ORP has a clear incentive to reduce the overall mission duration and cost. One pathway is to develop and deploy innovative technical solutions that can advance baseline flow sheets toward higher efficiency operations while reducing identified risks without compromising safety. Vitrification is the baseline process that will convert both high-level and low-level radioactive waste at Hanford into a stable glass waste form for long-term storage and disposal.
Although vitrification is a mature technology, there are key areas where technology can further reduce operational risks, advance baseline processes to maximize waste throughput, and provide the underpinning to enhance operational flexibility; all steps in reducing mission duration and cost.

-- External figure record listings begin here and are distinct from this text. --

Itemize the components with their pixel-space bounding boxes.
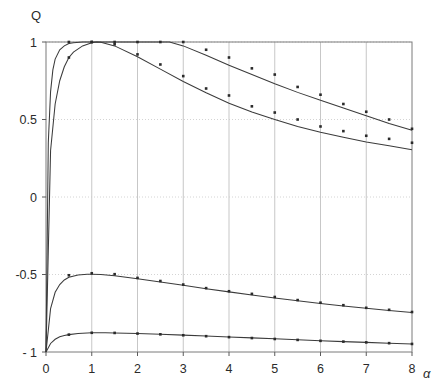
data-point [136, 53, 139, 56]
data-point [365, 110, 368, 113]
data-point [136, 332, 139, 335]
y-tick-label: -0.5 [15, 268, 37, 282]
data-point [251, 67, 254, 70]
gridlines-group [46, 42, 412, 352]
chart-figure: 012345678- 1-0.500.51 Q α [0, 0, 446, 388]
data-point [296, 299, 299, 302]
data-point [388, 118, 391, 121]
data-point [273, 296, 276, 299]
x-tick-label: 5 [271, 362, 278, 376]
data-point [388, 342, 391, 345]
data-point [365, 134, 368, 137]
data-point [136, 277, 139, 280]
data-point [228, 336, 231, 339]
data-point [342, 304, 345, 307]
data-point [159, 41, 162, 44]
data-point [228, 94, 231, 97]
data-point [365, 307, 368, 310]
data-point [319, 93, 322, 96]
data-point [182, 75, 185, 78]
data-point [251, 293, 254, 296]
data-point [205, 335, 208, 338]
data-point [68, 56, 71, 59]
data-point [319, 125, 322, 128]
data-point [388, 138, 391, 141]
data-point [68, 274, 71, 277]
data-point [90, 272, 93, 275]
y-tick-label: - 1 [22, 346, 37, 360]
data-point [113, 43, 116, 46]
data-point [205, 48, 208, 51]
tick-marks-group [42, 42, 412, 356]
data-point [411, 141, 414, 144]
data-point [319, 301, 322, 304]
data-point [68, 41, 71, 44]
data-point [182, 334, 185, 337]
data-point [68, 333, 71, 336]
data-point [228, 290, 231, 293]
data-point [342, 130, 345, 133]
y-axis-title: Q [31, 8, 41, 23]
x-tick-label: 6 [317, 362, 324, 376]
x-tick-label: 8 [409, 362, 416, 376]
x-axis-title: α [423, 366, 431, 381]
data-point [205, 287, 208, 290]
data-point [159, 333, 162, 336]
data-point [296, 118, 299, 121]
data-point [90, 41, 93, 44]
data-point [113, 332, 116, 335]
data-point [411, 128, 414, 131]
data-point [159, 63, 162, 66]
data-point [113, 41, 116, 44]
data-point [388, 309, 391, 312]
y-tick-label: 0 [30, 191, 37, 205]
data-point [296, 339, 299, 342]
x-tick-label: 3 [180, 362, 187, 376]
data-point [273, 73, 276, 76]
x-tick-label: 4 [226, 362, 233, 376]
data-point [251, 337, 254, 340]
x-tick-label: 2 [134, 362, 141, 376]
data-point [90, 331, 93, 334]
data-markers-group [68, 41, 414, 346]
data-point [251, 105, 254, 108]
data-point [319, 340, 322, 343]
data-point [411, 343, 414, 346]
x-tick-label: 1 [88, 362, 95, 376]
data-point [159, 280, 162, 283]
data-point [342, 340, 345, 343]
x-tick-label: 7 [363, 362, 370, 376]
data-point [273, 338, 276, 341]
data-point [365, 341, 368, 344]
x-tick-label: 0 [43, 362, 50, 376]
data-point [182, 283, 185, 286]
data-point [411, 311, 414, 314]
data-point [296, 86, 299, 89]
data-point [136, 41, 139, 44]
data-point [205, 87, 208, 90]
y-tick-label: 0.5 [20, 113, 37, 127]
y-tick-label: 1 [30, 36, 37, 50]
tick-labels-group: 012345678- 1-0.500.51 [15, 36, 415, 377]
data-point [228, 56, 231, 59]
data-point [113, 273, 116, 276]
data-point [273, 111, 276, 114]
data-point [342, 103, 345, 106]
data-point [182, 41, 185, 44]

K. Nagaoka, Y. Takeiri, S. Morita, K. Ida, M. Yokoyama, M. Yoshinuma, H. Funaba, S. Murakami, T. Minami, K. Tanaka, T. Ido, A. Shimizu, K. Ikeda, M. Osakabe, K. Tsumori, O. Kaneko, LHD Experiment Group
Fusion Science and Technology | Volume 58 | Number 1 | July-August 2010 | Pages 46-52
Chapter 3. Confinement and Transport | Special Issue on Large Helical Device (LHD) | doi.org/10.13182/FST58-46
Articles are hosted by Taylor and Francis Online.
Ion heating experiments have been intensively carried out in high- and low-Zeff conditions of Large Helical Device plasmas. In high-Zeff plasmas utilizing neon or argon gus puffing, the ion heating power normalized by ion density (Pi /ni) increases with ZeffL and the central ion temperature increases with Pi /ni without saturation. The central ion temperature of 13.5 kV was achieved in an argon-seeded plasma, strongly suggesting the capability of the helical configuration to confine high-performance plasmas. In low-Zeff experiments, improvement of ion heat transport was realized in the core plasmas heated by high-power neutral beam injections. The ion temperature has a peaked profile with steep gradient in the core region (ion internal transport barrier). The transport analysis indicates that the anomalous transport is reduced in the core region, where the negative radial electric field is predicted by the neoclassical ambipolarity. Improvement of ion heat transport with positive radial electric field was also successfully demonstrated utilizing strongly focused electron cyclotron resonant heating, suggesting further improvement of ion heat transport in reactor-relevant plasmas.